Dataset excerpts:
------------------------

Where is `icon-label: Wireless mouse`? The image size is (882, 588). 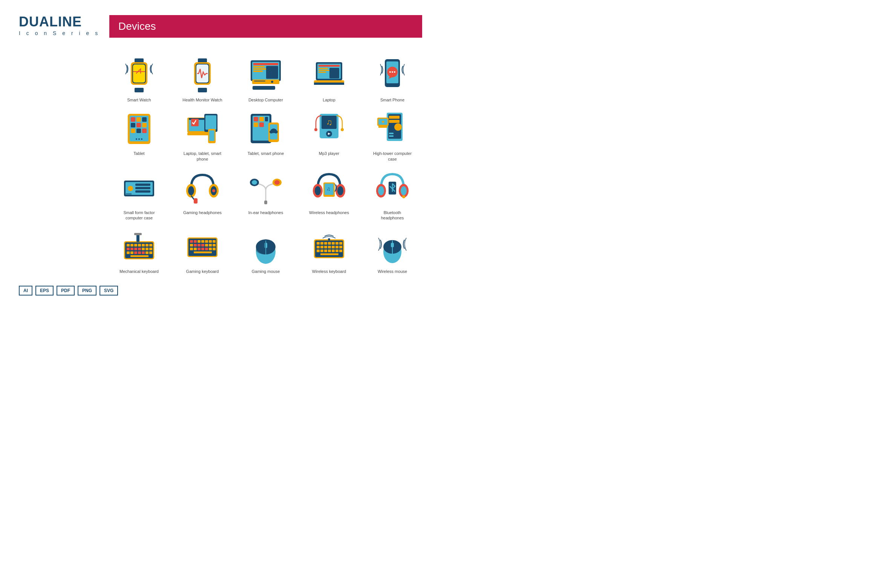
icon-label: Wireless mouse is located at coordinates (392, 271).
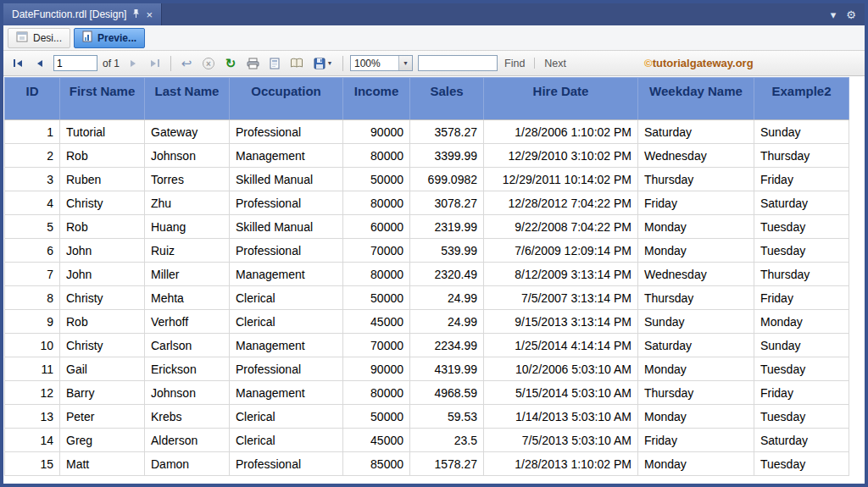  What do you see at coordinates (231, 64) in the screenshot?
I see `refresh-button: ↻` at bounding box center [231, 64].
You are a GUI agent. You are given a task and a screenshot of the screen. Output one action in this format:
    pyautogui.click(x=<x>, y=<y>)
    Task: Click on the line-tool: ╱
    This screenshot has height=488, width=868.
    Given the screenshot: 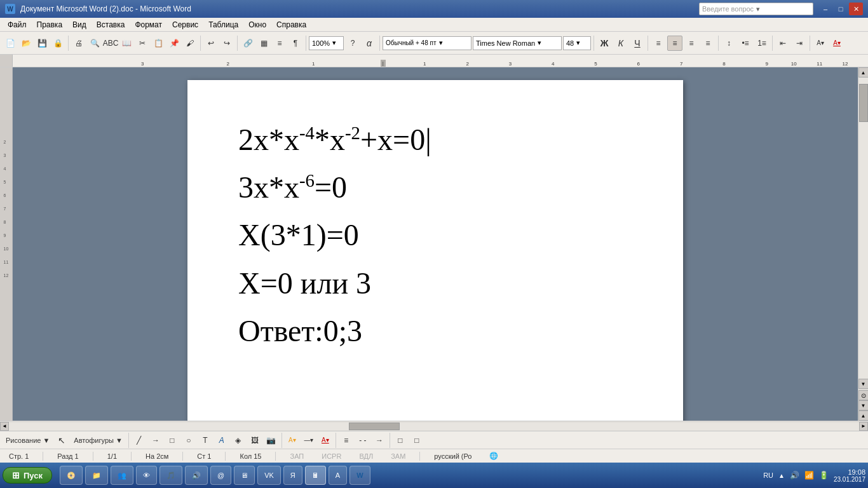 What is the action you would take?
    pyautogui.click(x=139, y=440)
    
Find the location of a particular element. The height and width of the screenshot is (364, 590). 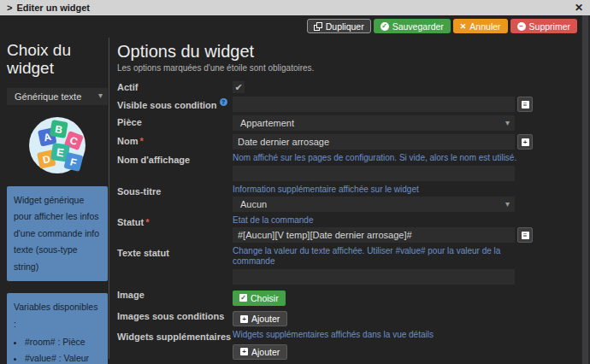

widget-type-select: Générique texte ▾ is located at coordinates (57, 97).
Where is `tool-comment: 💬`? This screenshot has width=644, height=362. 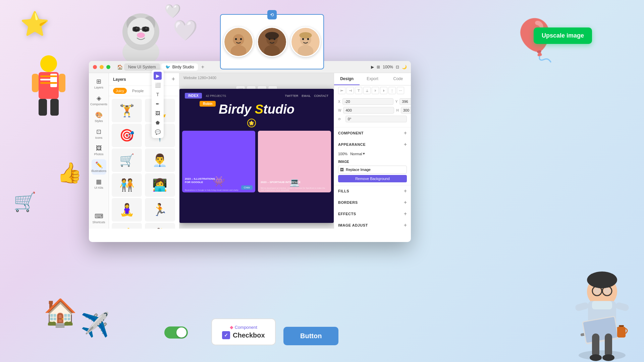
tool-comment: 💬 is located at coordinates (158, 132).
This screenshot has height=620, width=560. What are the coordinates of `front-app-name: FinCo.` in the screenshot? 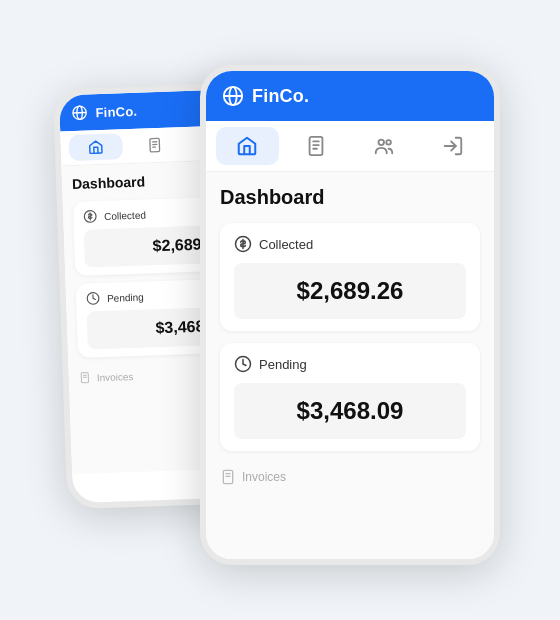 It's located at (280, 96).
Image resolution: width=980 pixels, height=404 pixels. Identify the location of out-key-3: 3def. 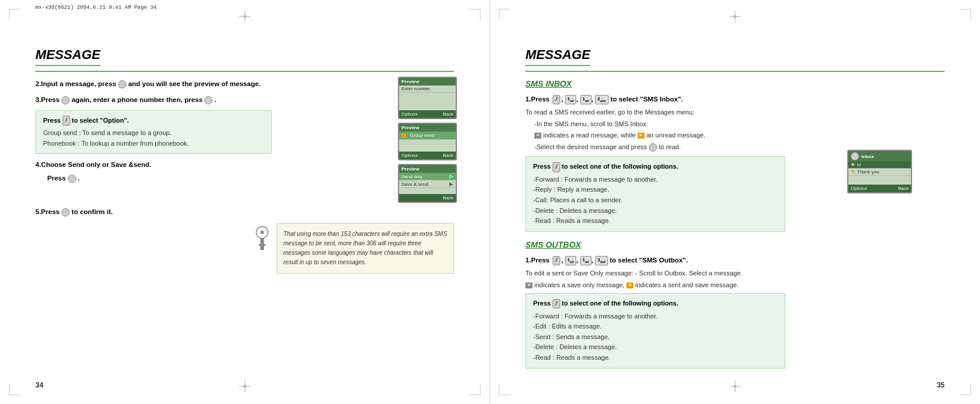
(601, 261).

------------------------

PROBLEM DESCRIPTION —
Give back an exact repeat of the lines from the top of the data through the line that holds "You are a GUI", both included, and omit pictures.

FINAL ANSWER —
Where is `icon-label: Wireless mouse`? The image size is (882, 588). 
icon-label: Wireless mouse is located at coordinates (392, 271).
  What do you see at coordinates (231, 64) in the screenshot?
I see `refresh-button: ↻` at bounding box center [231, 64].
You are a GUI agent. You are given a task and a screenshot of the screen. Output one action in this format:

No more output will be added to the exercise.